Hazel Terry

Hazel Terry (23 January 1918 – 12 October 1974) was an English actress. A member of the theatrical dynasty the Terry family she had a successful stage career, and also made some cinema films. Among her roles was Ophelia in Hamlet opposite her cousin John Gielgud.

Life and career

Terry was born in London, the daughter of the actor Dennis Neilson-Terry and his wife Mary Glynne.[1] Her first role was at the age of 17 as the page in Henry IV, Part I with George Robey as Falstaff at His Majesty's in 1936. Later in that year she played Beauty in Everyman.[1] As her cousin John Gielgud had done early in his career,[2] she joined the Oxford Repertory company; her roles included Olivia in Twelfth Night. In 1938 she made her New York debut playing Hazel in J B Priestley's Time and the Conways, later repeating the role on tour in Britain. She made her film debut in 1935 in The Marriage of Corbal.[1]

In the 1938 Malvern Festival season she appeared in The Last Trump, which transferred to the West End. Following what The Times called "various unremarkable engagements" she starred in a year-long ENSA tour as Amanda in Noël Coward's Private Lives.[3] In 1944 she understudied Peggy Ashcroft as Ophelia in Gielgud's last London Hamlet, and had the chance to play the role in Manchester and London.[1]
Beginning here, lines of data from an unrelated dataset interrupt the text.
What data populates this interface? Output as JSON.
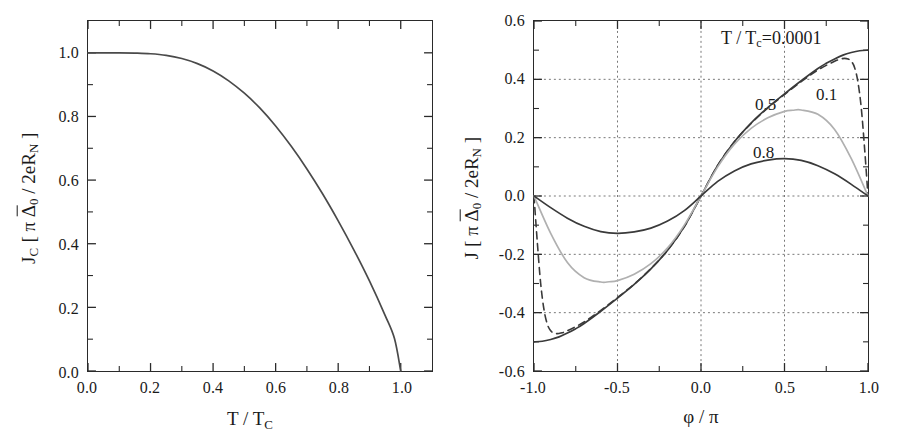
{
  "figure": {
    "background": "#ffffff",
    "panel_count": 2
  },
  "left_panel": {
    "name": "critical-current-vs-temperature",
    "y_axis_title_parts": {
      "symbol": "J",
      "sub": "C",
      "open": "[ π ",
      "delta": "Δ",
      "delta_sub": "0",
      "rest": " / 2eR",
      "rest_sub": "N",
      "close": " ]"
    },
    "x_axis_title_parts": {
      "num": "T / T",
      "sub": "C"
    },
    "x_ticks": [
      "0.0",
      "0.2",
      "0.4",
      "0.6",
      "0.8",
      "1.0"
    ],
    "y_ticks": [
      "0.0",
      "0.2",
      "0.4",
      "0.6",
      "0.8",
      "1.0"
    ],
    "grid": "none",
    "curve_color": "#4a4a4a"
  },
  "right_panel": {
    "name": "current-phase-relation",
    "y_axis_title_parts": {
      "symbol": "J",
      "sub": "",
      "open": "[ π ",
      "delta": "Δ",
      "delta_sub": "0",
      "rest": " / 2eR",
      "rest_sub": "N",
      "close": " ]"
    },
    "x_axis_title_parts": {
      "num": "φ / π",
      "sub": ""
    },
    "x_ticks": [
      "-1.0",
      "-0.5",
      "0.0",
      "0.5",
      "1.0"
    ],
    "y_ticks": [
      "0.6",
      "0.4",
      "0.2",
      "0.0",
      "-0.2",
      "-0.4",
      "-0.6"
    ],
    "grid": "dotted",
    "legend_prefix": "T / T",
    "legend_prefix_sub": "c",
    "legend_value": "=0.0001",
    "curve_labels": [
      {
        "text": "0.5",
        "for": "T/Tc = 0.5"
      },
      {
        "text": "0.1",
        "for": "T/Tc = 0.1"
      },
      {
        "text": "0.8",
        "for": "T/Tc = 0.8"
      }
    ]
  },
  "chart_data": [
    {
      "type": "line",
      "name": "critical-current-vs-temperature",
      "title": "",
      "xlabel": "T / T_C",
      "ylabel": "J_C [ π Δ̃0 / 2eR_N ]",
      "xlim": [
        0.0,
        1.1
      ],
      "ylim": [
        0.0,
        1.1
      ],
      "xticks": [
        0.0,
        0.2,
        0.4,
        0.6,
        0.8,
        1.0
      ],
      "yticks": [
        0.0,
        0.2,
        0.4,
        0.6,
        0.8,
        1.0
      ],
      "grid": false,
      "legend": "none",
      "series": [
        {
          "name": "Jc(T)",
          "color": "#4a4a4a",
          "style": "solid",
          "x": [
            0.0,
            0.05,
            0.1,
            0.15,
            0.2,
            0.25,
            0.3,
            0.35,
            0.4,
            0.45,
            0.5,
            0.55,
            0.6,
            0.65,
            0.7,
            0.75,
            0.8,
            0.85,
            0.9,
            0.95,
            0.98,
            1.0
          ],
          "y": [
            1.0,
            1.0,
            1.0,
            0.999,
            0.997,
            0.992,
            0.982,
            0.966,
            0.943,
            0.912,
            0.873,
            0.826,
            0.77,
            0.706,
            0.635,
            0.557,
            0.472,
            0.381,
            0.283,
            0.175,
            0.102,
            0.0
          ]
        }
      ]
    },
    {
      "type": "line",
      "name": "current-phase-relation",
      "title": "",
      "xlabel": "φ / π",
      "ylabel": "J [ π Δ̃0 / 2eR_N ]",
      "xlim": [
        -1.0,
        1.0
      ],
      "ylim": [
        -0.6,
        0.6
      ],
      "xticks": [
        -1.0,
        -0.5,
        0.0,
        0.5,
        1.0
      ],
      "yticks": [
        -0.6,
        -0.4,
        -0.2,
        0.0,
        0.2,
        0.4,
        0.6
      ],
      "grid": true,
      "legend": "inline-labels",
      "series": [
        {
          "name": "T/Tc=0.0001",
          "color": "#3a3a3a",
          "style": "solid",
          "x": [
            -1.0,
            -0.95,
            -0.9,
            -0.85,
            -0.8,
            -0.75,
            -0.7,
            -0.6,
            -0.5,
            -0.4,
            -0.3,
            -0.2,
            -0.1,
            0.0,
            0.1,
            0.2,
            0.3,
            0.4,
            0.5,
            0.6,
            0.7,
            0.75,
            0.8,
            0.85,
            0.9,
            0.95,
            1.0
          ],
          "y": [
            -0.5,
            -0.498,
            -0.492,
            -0.483,
            -0.47,
            -0.455,
            -0.437,
            -0.395,
            -0.35,
            -0.303,
            -0.25,
            -0.186,
            -0.105,
            0.0,
            0.105,
            0.186,
            0.25,
            0.303,
            0.35,
            0.395,
            0.437,
            0.455,
            0.47,
            0.483,
            0.492,
            0.498,
            0.5
          ]
        },
        {
          "name": "T/Tc=0.1",
          "color": "#3a3a3a",
          "style": "dashed",
          "x": [
            -1.0,
            -0.98,
            -0.96,
            -0.94,
            -0.92,
            -0.9,
            -0.88,
            -0.86,
            -0.84,
            -0.8,
            -0.7,
            -0.6,
            -0.5,
            -0.4,
            -0.3,
            -0.2,
            -0.1,
            0.0,
            0.1,
            0.2,
            0.3,
            0.4,
            0.5,
            0.6,
            0.7,
            0.8,
            0.84,
            0.86,
            0.88,
            0.9,
            0.92,
            0.94,
            0.96,
            0.98,
            1.0
          ],
          "y": [
            0.0,
            -0.16,
            -0.3,
            -0.39,
            -0.44,
            -0.462,
            -0.47,
            -0.472,
            -0.47,
            -0.462,
            -0.432,
            -0.392,
            -0.348,
            -0.302,
            -0.249,
            -0.186,
            -0.105,
            0.0,
            0.105,
            0.186,
            0.249,
            0.302,
            0.348,
            0.392,
            0.432,
            0.462,
            0.47,
            0.472,
            0.47,
            0.462,
            0.44,
            0.39,
            0.3,
            0.16,
            0.0
          ]
        },
        {
          "name": "T/Tc=0.5",
          "color": "#b0b0b0",
          "style": "solid",
          "x": [
            -1.0,
            -0.9,
            -0.8,
            -0.7,
            -0.6,
            -0.55,
            -0.5,
            -0.4,
            -0.3,
            -0.2,
            -0.1,
            0.0,
            0.1,
            0.2,
            0.3,
            0.4,
            0.5,
            0.55,
            0.6,
            0.7,
            0.8,
            0.9,
            1.0
          ],
          "y": [
            0.0,
            -0.128,
            -0.228,
            -0.28,
            -0.295,
            -0.294,
            -0.29,
            -0.268,
            -0.232,
            -0.178,
            -0.1,
            0.0,
            0.1,
            0.178,
            0.232,
            0.268,
            0.29,
            0.294,
            0.295,
            0.28,
            0.228,
            0.128,
            0.0
          ]
        },
        {
          "name": "T/Tc=0.8",
          "color": "#3a3a3a",
          "style": "solid",
          "x": [
            -1.0,
            -0.9,
            -0.8,
            -0.7,
            -0.6,
            -0.5,
            -0.4,
            -0.3,
            -0.2,
            -0.1,
            0.0,
            0.1,
            0.2,
            0.3,
            0.4,
            0.5,
            0.6,
            0.7,
            0.8,
            0.9,
            1.0
          ],
          "y": [
            0.0,
            -0.04,
            -0.076,
            -0.104,
            -0.122,
            -0.128,
            -0.123,
            -0.11,
            -0.086,
            -0.05,
            0.0,
            0.05,
            0.086,
            0.11,
            0.123,
            0.128,
            0.122,
            0.104,
            0.076,
            0.04,
            0.0
          ]
        }
      ]
    }
  ]
}
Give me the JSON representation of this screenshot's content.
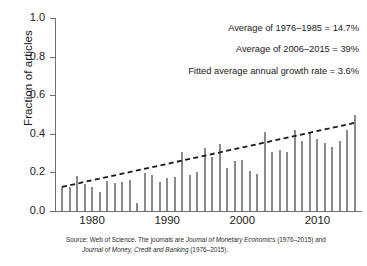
{
  "chart_data": {
    "type": "bar",
    "title": "",
    "subtitle": "",
    "xlabel": "",
    "ylabel": "Fraction of articles",
    "xlim": [
      1975.2,
      2015.8
    ],
    "ylim": [
      0.0,
      1.0
    ],
    "grid": false,
    "legend": "none",
    "ytick_labels": [
      "0.0",
      "0.2",
      "0.4",
      "0.6",
      "0.8",
      "1.0"
    ],
    "ytick_values": [
      0.0,
      0.2,
      0.4,
      0.6,
      0.8,
      1.0
    ],
    "xtick_labels": [
      "1980",
      "1990",
      "2000",
      "2010"
    ],
    "xtick_values": [
      1980,
      1990,
      2000,
      2010
    ],
    "minor_xticks_every": 1,
    "bar_color": "#8a8a8a",
    "trend_color": "#1a1a1a",
    "trend_style": "dashed",
    "categories": [
      1976,
      1977,
      1978,
      1979,
      1980,
      1981,
      1982,
      1983,
      1984,
      1985,
      1986,
      1987,
      1988,
      1989,
      1990,
      1991,
      1992,
      1993,
      1994,
      1995,
      1996,
      1997,
      1998,
      1999,
      2000,
      2001,
      2002,
      2003,
      2004,
      2005,
      2006,
      2007,
      2008,
      2009,
      2010,
      2011,
      2012,
      2013,
      2014,
      2015
    ],
    "values": [
      0.123,
      0.126,
      0.183,
      0.139,
      0.124,
      0.098,
      0.158,
      0.145,
      0.152,
      0.161,
      0.041,
      0.196,
      0.186,
      0.148,
      0.172,
      0.177,
      0.305,
      0.186,
      0.201,
      0.325,
      0.278,
      0.345,
      0.222,
      0.259,
      0.262,
      0.207,
      0.193,
      0.411,
      0.304,
      0.317,
      0.306,
      0.419,
      0.362,
      0.402,
      0.372,
      0.355,
      0.331,
      0.362,
      0.421,
      0.497
    ],
    "trend_series": {
      "name": "Fitted average annual growth",
      "x": [
        1976,
        2015
      ],
      "y": [
        0.125,
        0.457
      ]
    },
    "annotations": [
      "Average of 1976–1985 = 14.7%",
      "Average of 2006–2015 = 39%",
      "Fitted average annual growth rate = 3.6%"
    ]
  },
  "source_note": {
    "line1_pre": "Source: Web of Science. The journals are ",
    "line1_italic": "Journal of Monetary Economics",
    "line1_post": " (1976–2015) and",
    "line2_italic": "Journal of Money, Credit and Banking",
    "line2_post": " (1976–2015)."
  }
}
After the Second World War Terry's roles included Lydia in Coward's Peace in Our Time (1947), the Queen in Terence Rattigan's Adventure Story (1949), and Mesita in The Seagull (1949). The obituarist in The Times wrote, "After absence from the theatre during much of the fifties, she was uncommonly good as the housekeeper, an exacting part, in the fine cast (John Gielgud and Ralph Richardson among it) that brought Enid Bagnold's The Last Joke to the Phoenix in September, 1960." In 1961 she played Rachel in The Irregular Verb To Love in the West End.[1]

Private life

Terry was married, first to the actor Geoffrey Keen and then to David Evans.[3] Her daughter, Jemma Hyde (born 1939),[4] became an actress. Hazel Terry died in London at the age of 56.[3]

Selected filmography

Notes

  1. 1 2 3 4 5 Gaye, p. 1237
  2. Gaye, p. 643
  3. 1 2 3 "Obituary", The Times, 17 October 1974, p. 18
  4. "Jemma Hyde". IMDb. Retrieved 28 December 2014.